Four years ago, my household made the deliberate decision to sever ties with traditional cable television, a move that promised financial efficiency and freedom from bulky channel bundles. Yet this transition came with a significant cultural cost: I lost the steady companionship of Seattle Mariners broadcasts flickering across my TV screen. Rather than surrendering my baseball habit, I sought an alternative and discovered a surprisingly delightful solution — streaming the radio broadcasts through a Google Home speaker perched in my kitchen. To my surprise and eventual devotion, baseball over the radio turned out to be an experience rich in atmosphere and charm. The play-by-play commentary, the ebb and flow of the crowd’s collective sighs and cheers, and the occasional unmistakable crack of Cal Raleigh’s bat connecting with the ball created a sensory landscape that felt both nostalgic and intimate. Whether that powerful swing sent the ball soaring into the stands once or sixty times, the auditory drama never ceased to captivate.

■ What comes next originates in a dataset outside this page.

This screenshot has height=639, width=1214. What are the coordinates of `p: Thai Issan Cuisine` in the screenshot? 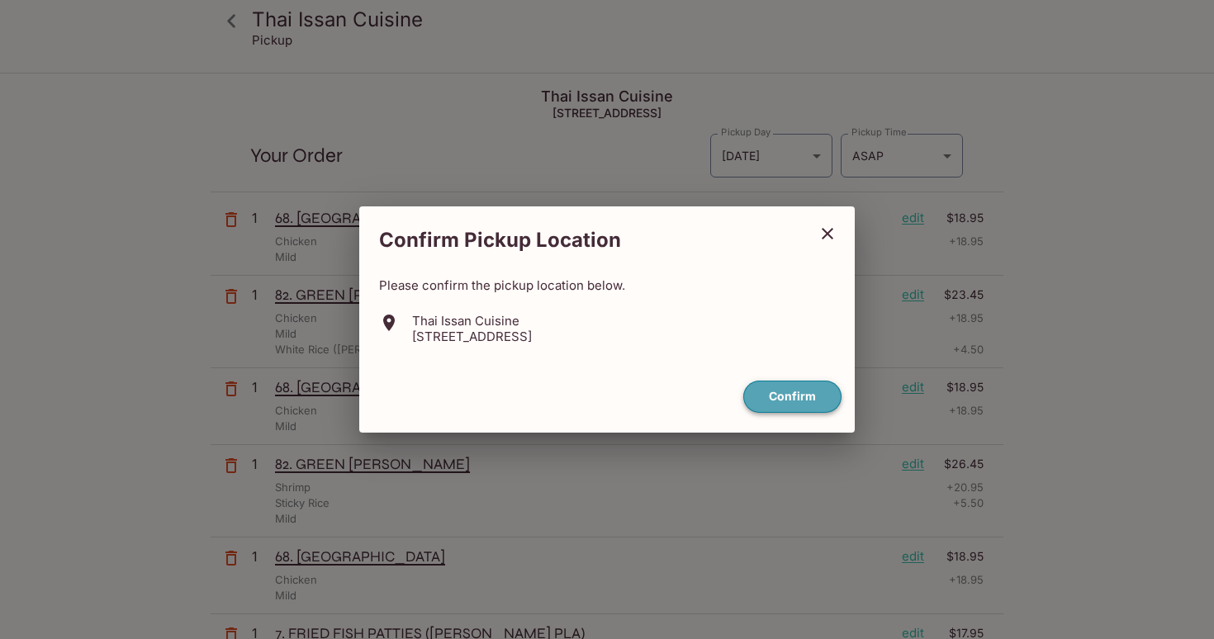 It's located at (472, 321).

However, even this idyllic setup was not without its complications. The persistent nemesis of modern technology — spoilers — soon invaded my tranquil baseball routines. I frequently used the MLB mobile app to track live scores, an otherwise convenient complement to my audio-only listening. The app offered immediate clarity on details that radio timing sometimes obscured — how many outs there were, whether runners were on base, or when a pitching change occurred. That feature proved particularly useful whenever I needed to step away from the kitchen, as notifications kept me connected to the evolving game. Unfortunately, these updates arrived with ruthless efficiency, pinging my phone a full thirty seconds before the play-by-play on my speaker caught up. More than once, I found myself leaning in, heart pounding during a full-count situation with runners in scoring position, only to have a premature buzz on my phone announce the outcome, deflating the suspense that radio’s delayed rhythm so artfully built.
At that time, fans like me had only two lawful paths to experience Seattle Mariners games live: either to purchase an expensive cable package loaded with unwanted channels or to physically travel to the symbolic intersection of Dave Niehaus Way and Edgar Martinez Drive — in other words, T-Mobile Park — and invest in a ticket to witness the game in person. Root Sports, the somewhat opaque network holding exclusive broadcasting rights, guarded access to live streams tightly. It wasn’t until this April that they introduced a stand-alone streaming subscription, priced at twenty dollars a month. For years, then, my humble kitchen radio connection offered the best fusion of accessibility, legality, and affordability — no illicit streams, questionable VPNs, or inflated cable bills required. Yet those relentlessly punctual app notifications continued to steal the thunder from my listening experience.
I found myself in a strangely rare predicament: wishing, for once, that an application could be just a little slower, that its technology could conspire with me rather than against me to preserve suspense. I experimented with remedies, none of them elegant. Activating “Do Not Disturb” while listening silenced unwanted alerts but also risked missing texts and calls I couldn’t ignore. Meanwhile, toggling score notifications on and off every time I moved between rooms proved both forgetful and impractical. Then, just this past Monday — during a tense playoff showdown with the Blue Jays — serendipity struck. While refining my notification settings, I stumbled upon an option that felt almost tailor-made for my plight: a modest thirty-second delay feature. With one simple toggle, I could finally synchronize the pace of my technology with the tempo of the broadcast, or at least close enough to maintain the illusion of true real-time drama.
It’s an irony worth savoring: in an era obsessed with immediate updates and predictive algorithms, I found immense satisfaction in a digital slowdown. For perhaps the first time, I could celebrate notifications that arrived not instantly, but fashionably late. It was the perfect compromise — I retained access to real-time scorekeeping without forfeiting the emotional arc of listening to the game unfold moment by moment. A Reddit post I later encountered suggested that this delay feature had quietly existed for a few seasons already. Given that I had not been listening as diligently in recent years, I can hardly blame myself for discovering it only now. As the Mariners surged toward the end of a promising season, I revived my old broadcast habit and was rewarded with a more immersive, spoiler-free listening ritual.
Ironically, now that I have finally perfected this setup, I won’t actually need it for the remainder of the season. The Mariners, on the brink of history, have reached the playoffs and stand just two victories away from their first appearance in the World Series — an achievement decades in the making. Every playoff game is broadcast nationally, bypassing the local television monopoly that initially drove me to my audio workaround. For now, it seems, I’ve found a way around Root Sports after all — although part of me will miss the quiet pleasure of hearing the game unfold through that small kitchen speaker, alive with the background hum of summer nights and the anticipation no instant update could ever replicate.